What are tokens?
Design tokens store all the values needed to construct and maintain a design system.
Examples: Color, type, opacity, shadows, corner radius.
On the top right, a hex code value represents color. By turning it into a token called “flight-60,” it becomes integrated in the design system.

Why use tokens?
Faster hand-off process
If designers and developers both change to this system of tools that speak to each other, there is greater alignment.
Scale with less doubt
Issues that come up can be handled by the design system’s team, technology, and established practices.
Saves time with reuseable work
Tokens help standardize decisions across a design system, allowing for flexibility and standardized decisions across design and development.
More engineering time
Reduced iterations from design QA means engineers can spend less time perfecting UI and work on other things.
Faster product changes
Tokens reduce UI development work among engineers. They just need to approve it on Storybook.
Higher quality UI/UX
A designer’s work can be directly implemented at the quality they want without them having to learn code.
Consistency between design and development
Tokens ensure consistency as designs are modified, including updates to color modes, themes, densities and dimensions.
Token types
Base tokens
Base tokens are the lowest building blocks of the design system, and are inherited by all other token types.
In this case, the base token is called “flight-60” and contains the hex code “#009AD7” to represent color.
Alias tokens
Alias tokens communicate the purpose. In this case, the alias token “interactive/primary/background/default” communicates the purpose of how the teal can be used.
The same base token (ex. flight-60) can have multiple alias tokens as instances to communicate different use cases.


What is needed:
The required output is the exact sequence of lines from the line holding "Detect and localize" to the end of the records, inclusive.

Records shown:
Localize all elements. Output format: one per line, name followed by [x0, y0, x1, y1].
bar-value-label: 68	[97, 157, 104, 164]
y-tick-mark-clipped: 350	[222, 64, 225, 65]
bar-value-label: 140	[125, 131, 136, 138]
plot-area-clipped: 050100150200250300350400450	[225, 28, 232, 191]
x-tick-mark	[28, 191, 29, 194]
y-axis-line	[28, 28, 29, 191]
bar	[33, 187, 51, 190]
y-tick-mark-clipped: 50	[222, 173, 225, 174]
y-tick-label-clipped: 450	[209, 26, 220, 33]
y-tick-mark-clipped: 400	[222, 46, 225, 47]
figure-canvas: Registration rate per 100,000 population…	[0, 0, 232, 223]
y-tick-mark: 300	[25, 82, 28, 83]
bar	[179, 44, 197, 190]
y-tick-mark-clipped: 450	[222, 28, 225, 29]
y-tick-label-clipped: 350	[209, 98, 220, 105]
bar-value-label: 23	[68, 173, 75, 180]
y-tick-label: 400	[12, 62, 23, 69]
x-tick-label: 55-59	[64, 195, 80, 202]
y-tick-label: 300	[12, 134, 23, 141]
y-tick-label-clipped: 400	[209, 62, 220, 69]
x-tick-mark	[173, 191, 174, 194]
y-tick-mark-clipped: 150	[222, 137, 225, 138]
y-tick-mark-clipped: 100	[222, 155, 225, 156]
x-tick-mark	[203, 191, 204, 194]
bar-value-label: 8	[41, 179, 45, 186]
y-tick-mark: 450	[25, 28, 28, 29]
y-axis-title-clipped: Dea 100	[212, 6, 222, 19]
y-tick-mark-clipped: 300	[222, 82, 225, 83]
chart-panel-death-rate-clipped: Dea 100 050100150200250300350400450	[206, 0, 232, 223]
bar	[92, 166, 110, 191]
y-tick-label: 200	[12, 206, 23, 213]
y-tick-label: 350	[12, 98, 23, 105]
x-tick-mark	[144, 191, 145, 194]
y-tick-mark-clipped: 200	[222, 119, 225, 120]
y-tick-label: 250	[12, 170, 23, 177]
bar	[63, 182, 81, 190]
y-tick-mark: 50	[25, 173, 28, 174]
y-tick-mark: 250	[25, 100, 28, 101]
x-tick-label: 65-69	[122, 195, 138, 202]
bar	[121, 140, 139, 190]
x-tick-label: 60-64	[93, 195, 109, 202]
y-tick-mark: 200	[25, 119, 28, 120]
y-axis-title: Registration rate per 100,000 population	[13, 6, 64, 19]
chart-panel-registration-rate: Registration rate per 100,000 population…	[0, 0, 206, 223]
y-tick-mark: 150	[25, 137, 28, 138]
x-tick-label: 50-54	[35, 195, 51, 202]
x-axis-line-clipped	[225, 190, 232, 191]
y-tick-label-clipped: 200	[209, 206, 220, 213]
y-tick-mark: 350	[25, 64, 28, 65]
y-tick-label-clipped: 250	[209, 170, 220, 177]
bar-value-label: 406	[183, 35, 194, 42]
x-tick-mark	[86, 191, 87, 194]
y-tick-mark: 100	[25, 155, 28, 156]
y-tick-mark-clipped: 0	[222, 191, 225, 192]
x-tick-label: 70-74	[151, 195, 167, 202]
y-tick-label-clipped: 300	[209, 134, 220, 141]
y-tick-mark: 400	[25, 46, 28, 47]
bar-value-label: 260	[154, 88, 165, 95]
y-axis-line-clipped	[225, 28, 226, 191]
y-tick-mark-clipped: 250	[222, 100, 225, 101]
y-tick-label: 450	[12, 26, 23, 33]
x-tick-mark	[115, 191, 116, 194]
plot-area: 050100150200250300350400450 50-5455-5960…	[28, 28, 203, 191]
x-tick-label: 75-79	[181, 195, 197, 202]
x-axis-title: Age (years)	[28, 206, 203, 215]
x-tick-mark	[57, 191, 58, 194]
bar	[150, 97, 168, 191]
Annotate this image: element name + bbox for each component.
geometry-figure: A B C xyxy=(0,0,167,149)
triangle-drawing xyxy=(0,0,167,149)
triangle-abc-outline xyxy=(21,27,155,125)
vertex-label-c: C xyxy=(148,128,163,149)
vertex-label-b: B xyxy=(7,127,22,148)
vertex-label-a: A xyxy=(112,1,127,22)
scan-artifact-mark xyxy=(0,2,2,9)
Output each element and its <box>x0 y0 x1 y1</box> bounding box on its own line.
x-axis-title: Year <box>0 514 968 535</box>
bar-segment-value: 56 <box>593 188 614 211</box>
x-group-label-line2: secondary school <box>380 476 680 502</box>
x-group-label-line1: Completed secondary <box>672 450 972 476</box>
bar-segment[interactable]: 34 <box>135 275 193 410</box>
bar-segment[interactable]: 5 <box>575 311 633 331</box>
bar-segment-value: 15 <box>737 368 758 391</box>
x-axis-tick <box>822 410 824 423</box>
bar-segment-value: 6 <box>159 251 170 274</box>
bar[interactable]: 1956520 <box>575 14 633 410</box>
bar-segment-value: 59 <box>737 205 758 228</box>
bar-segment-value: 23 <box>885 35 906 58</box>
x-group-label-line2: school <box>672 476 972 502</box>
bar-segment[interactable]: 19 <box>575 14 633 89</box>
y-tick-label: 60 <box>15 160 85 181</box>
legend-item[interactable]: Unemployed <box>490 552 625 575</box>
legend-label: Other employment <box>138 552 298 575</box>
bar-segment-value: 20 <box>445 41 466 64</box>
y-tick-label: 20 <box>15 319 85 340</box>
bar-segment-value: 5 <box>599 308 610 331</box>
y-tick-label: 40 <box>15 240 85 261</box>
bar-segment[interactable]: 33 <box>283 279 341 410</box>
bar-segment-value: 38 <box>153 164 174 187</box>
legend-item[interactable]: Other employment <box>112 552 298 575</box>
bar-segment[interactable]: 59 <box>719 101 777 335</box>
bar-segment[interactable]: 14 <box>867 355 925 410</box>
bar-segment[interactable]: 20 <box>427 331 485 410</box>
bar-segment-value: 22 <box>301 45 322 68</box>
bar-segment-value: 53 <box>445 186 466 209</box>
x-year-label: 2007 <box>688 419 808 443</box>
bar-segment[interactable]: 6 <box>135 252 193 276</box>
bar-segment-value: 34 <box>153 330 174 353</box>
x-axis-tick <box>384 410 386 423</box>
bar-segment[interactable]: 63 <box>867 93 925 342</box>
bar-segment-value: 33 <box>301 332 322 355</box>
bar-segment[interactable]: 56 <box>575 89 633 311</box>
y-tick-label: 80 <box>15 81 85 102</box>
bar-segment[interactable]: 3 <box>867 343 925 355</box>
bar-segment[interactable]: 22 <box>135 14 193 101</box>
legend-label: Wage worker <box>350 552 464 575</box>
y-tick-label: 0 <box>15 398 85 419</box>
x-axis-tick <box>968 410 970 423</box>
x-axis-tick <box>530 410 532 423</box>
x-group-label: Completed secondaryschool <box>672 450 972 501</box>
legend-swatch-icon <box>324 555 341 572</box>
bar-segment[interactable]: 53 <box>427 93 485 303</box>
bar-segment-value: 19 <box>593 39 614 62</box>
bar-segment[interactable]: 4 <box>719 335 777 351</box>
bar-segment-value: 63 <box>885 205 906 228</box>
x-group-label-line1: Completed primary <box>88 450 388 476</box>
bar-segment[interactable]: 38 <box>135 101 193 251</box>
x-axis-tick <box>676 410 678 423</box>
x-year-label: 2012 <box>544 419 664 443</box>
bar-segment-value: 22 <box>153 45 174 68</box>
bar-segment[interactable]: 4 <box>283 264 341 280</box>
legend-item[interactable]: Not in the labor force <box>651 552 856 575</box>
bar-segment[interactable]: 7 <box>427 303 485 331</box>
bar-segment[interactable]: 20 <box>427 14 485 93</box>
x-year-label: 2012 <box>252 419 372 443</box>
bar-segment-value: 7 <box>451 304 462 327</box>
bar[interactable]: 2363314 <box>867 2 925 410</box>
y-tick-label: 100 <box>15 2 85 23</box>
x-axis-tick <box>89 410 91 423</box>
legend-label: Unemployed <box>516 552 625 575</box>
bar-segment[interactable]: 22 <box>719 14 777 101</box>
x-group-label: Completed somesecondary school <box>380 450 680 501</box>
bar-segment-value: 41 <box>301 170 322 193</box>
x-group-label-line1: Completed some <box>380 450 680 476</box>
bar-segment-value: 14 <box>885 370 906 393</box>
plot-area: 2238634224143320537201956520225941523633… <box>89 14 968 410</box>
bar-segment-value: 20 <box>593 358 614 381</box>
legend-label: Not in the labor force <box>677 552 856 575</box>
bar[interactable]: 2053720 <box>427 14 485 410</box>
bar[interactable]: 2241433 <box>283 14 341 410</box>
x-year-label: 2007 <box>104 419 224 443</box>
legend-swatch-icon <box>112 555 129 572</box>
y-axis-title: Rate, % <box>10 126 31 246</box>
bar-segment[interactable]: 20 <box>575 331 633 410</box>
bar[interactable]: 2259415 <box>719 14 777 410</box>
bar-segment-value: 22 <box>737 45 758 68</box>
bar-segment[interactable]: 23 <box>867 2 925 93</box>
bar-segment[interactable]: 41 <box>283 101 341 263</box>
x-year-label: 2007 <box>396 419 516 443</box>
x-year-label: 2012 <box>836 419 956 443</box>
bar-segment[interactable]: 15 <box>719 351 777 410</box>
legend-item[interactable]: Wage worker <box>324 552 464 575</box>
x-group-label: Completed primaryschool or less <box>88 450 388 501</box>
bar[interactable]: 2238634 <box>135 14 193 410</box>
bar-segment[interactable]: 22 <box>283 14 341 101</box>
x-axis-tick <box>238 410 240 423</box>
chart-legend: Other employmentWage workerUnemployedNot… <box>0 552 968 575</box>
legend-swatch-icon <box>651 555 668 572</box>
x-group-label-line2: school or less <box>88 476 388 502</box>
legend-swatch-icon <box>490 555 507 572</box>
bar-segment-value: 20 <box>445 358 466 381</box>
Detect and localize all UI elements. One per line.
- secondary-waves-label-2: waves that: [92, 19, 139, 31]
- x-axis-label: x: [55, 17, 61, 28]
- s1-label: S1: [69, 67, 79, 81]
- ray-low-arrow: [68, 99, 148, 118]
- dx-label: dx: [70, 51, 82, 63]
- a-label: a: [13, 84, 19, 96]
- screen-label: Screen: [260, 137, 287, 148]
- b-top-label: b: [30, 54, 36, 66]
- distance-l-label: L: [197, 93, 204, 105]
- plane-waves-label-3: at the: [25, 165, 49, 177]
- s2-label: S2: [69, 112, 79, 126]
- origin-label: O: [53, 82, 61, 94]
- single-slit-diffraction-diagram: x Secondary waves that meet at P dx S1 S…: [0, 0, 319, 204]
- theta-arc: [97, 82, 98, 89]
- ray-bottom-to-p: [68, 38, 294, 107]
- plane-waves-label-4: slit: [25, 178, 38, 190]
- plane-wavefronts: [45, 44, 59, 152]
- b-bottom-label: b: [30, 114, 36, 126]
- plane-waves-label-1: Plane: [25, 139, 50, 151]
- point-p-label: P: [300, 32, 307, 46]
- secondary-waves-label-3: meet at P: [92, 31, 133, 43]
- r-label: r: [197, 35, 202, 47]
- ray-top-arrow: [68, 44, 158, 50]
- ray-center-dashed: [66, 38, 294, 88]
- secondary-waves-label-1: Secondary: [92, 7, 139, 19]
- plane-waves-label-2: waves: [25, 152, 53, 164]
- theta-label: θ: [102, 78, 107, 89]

Output of the task:
Detect and localize all UI elements. One per line.
- secondary-waves-label-2: waves that: [92, 19, 139, 31]
- x-axis-label: x: [55, 17, 61, 28]
- s1-label: S1: [69, 67, 79, 81]
- ray-low-arrow: [68, 99, 148, 118]
- dx-label: dx: [70, 51, 82, 63]
- a-label: a: [13, 84, 19, 96]
- screen-label: Screen: [260, 137, 287, 148]
- b-top-label: b: [30, 54, 36, 66]
- distance-l-label: L: [197, 93, 204, 105]
- plane-waves-label-3: at the: [25, 165, 49, 177]
- s2-label: S2: [69, 112, 79, 126]
- origin-label: O: [53, 82, 61, 94]
- single-slit-diffraction-diagram: x Secondary waves that meet at P dx S1 S…: [0, 0, 319, 204]
- theta-arc: [97, 82, 98, 89]
- ray-bottom-to-p: [68, 38, 294, 107]
- plane-waves-label-4: slit: [25, 178, 38, 190]
- plane-wavefronts: [45, 44, 59, 152]
- b-bottom-label: b: [30, 114, 36, 126]
- plane-waves-label-1: Plane: [25, 139, 50, 151]
- point-p-label: P: [300, 32, 307, 46]
- secondary-waves-label-3: meet at P: [92, 31, 133, 43]
- r-label: r: [197, 35, 202, 47]
- ray-top-arrow: [68, 44, 158, 50]
- ray-center-dashed: [66, 38, 294, 88]
- secondary-waves-label-1: Secondary: [92, 7, 139, 19]
- plane-waves-label-2: waves: [25, 152, 53, 164]
- theta-label: θ: [102, 78, 107, 89]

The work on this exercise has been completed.